As we’ve previously mentioned, our editor Jim Dedman is now contributing one monthly post to the North Carolina Law Blog.  Last week, his most recent submission was published at that site.  The topic: “It’s Hard Out There For A Blog Editor – Strategies to Keep Contributors Interested.” That one hits close to home, as we here know all too well about the perils of maintaining a blog.
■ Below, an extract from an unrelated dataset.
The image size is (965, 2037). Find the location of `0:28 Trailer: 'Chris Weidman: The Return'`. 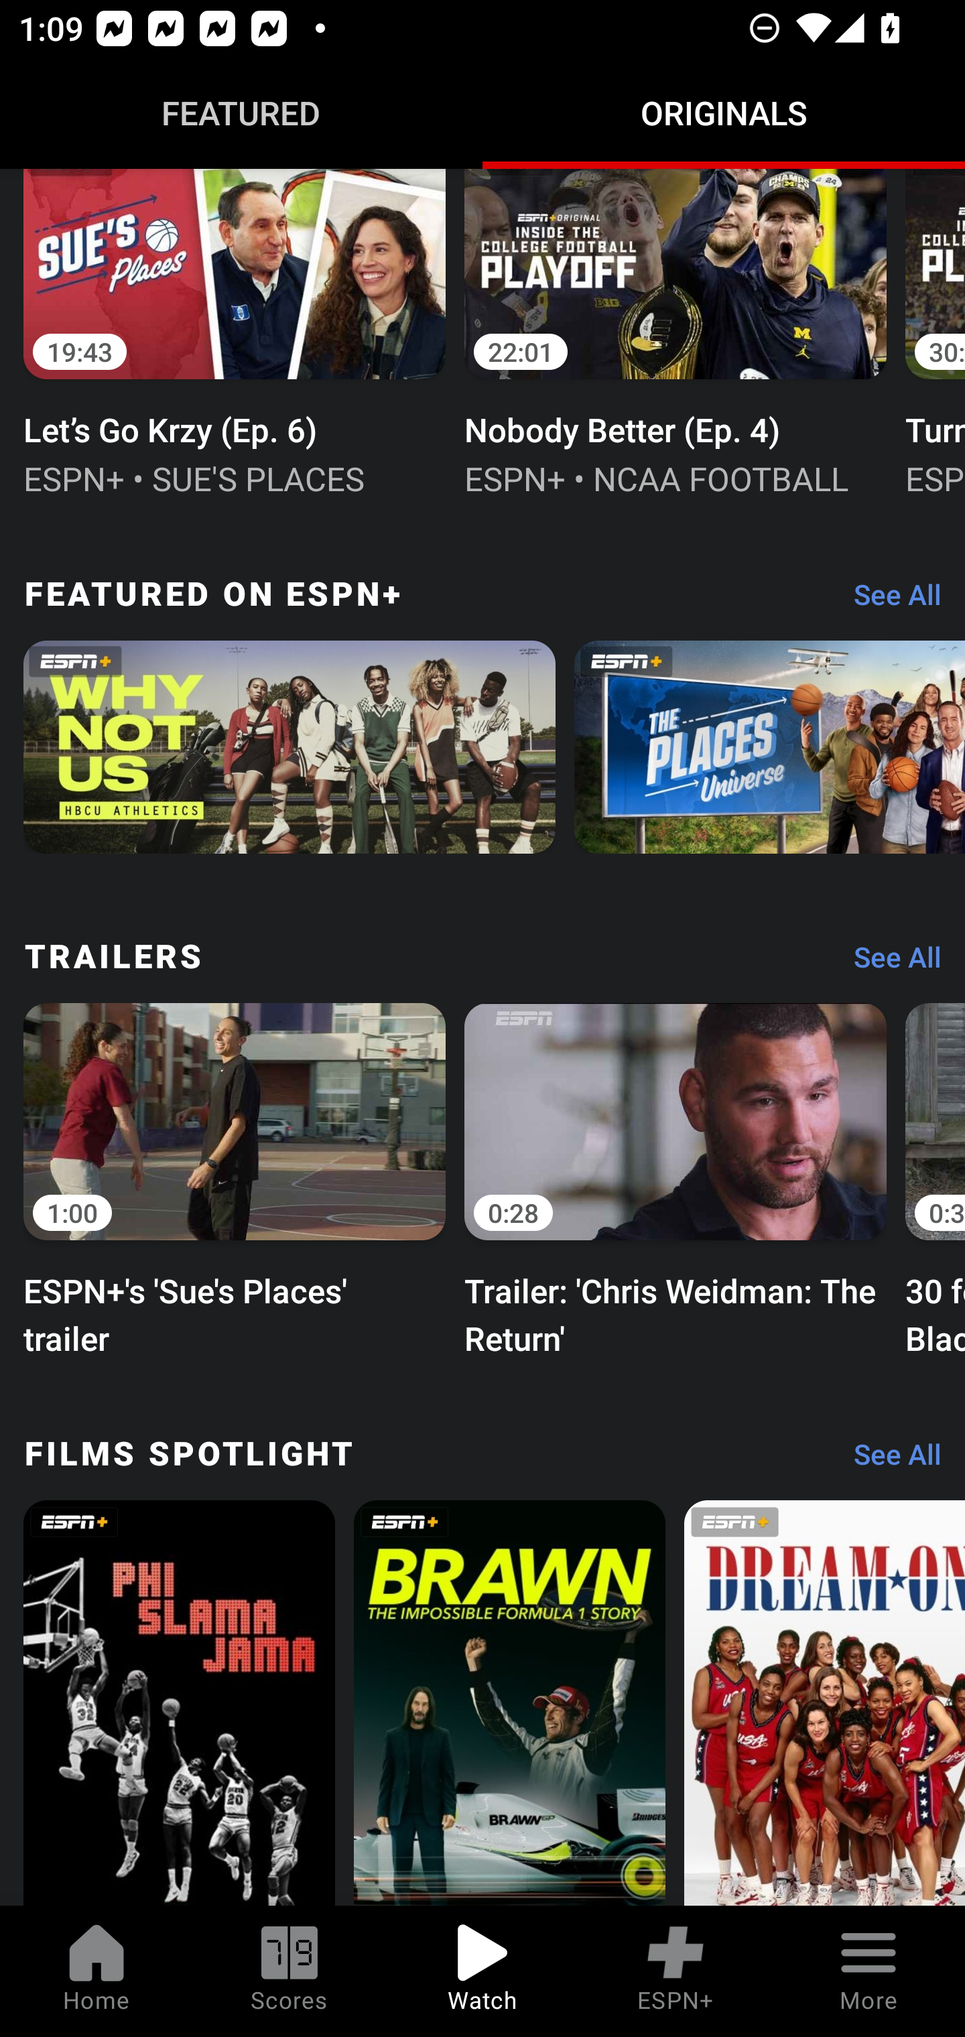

The enthusiasm of a new law blogger is unparalleled.  When a lawyer decides to blog, he or she has much to say and to offer potential readers.  Often, the new legal blogger already has several – perhaps even half a dozen – potential posts in mind.  In fact, it is that initial multitude of post ideas which prompts the desire to create a blog in the first place.  But, inevitably, as days pass, weeks go by, and weeks become months, the initial joy of blogging – like most other things that once made us happy – becomes a chore.  Sadly, the once promising blog evolves from a labor of love to a non-billable business development task, which typically falls to the bottom of the stack.  After all, non-billable work – particularly tasks which do not involve direct contact with actual or potential clients – must come second, third, or even fourth to other such plans.  This is why so many blogs die early deaths and why the legal blogosphere is full of blog graveyards.

There’s lot’s more, so click here to read the rest, which includes some suggestions on how to keep writers interested.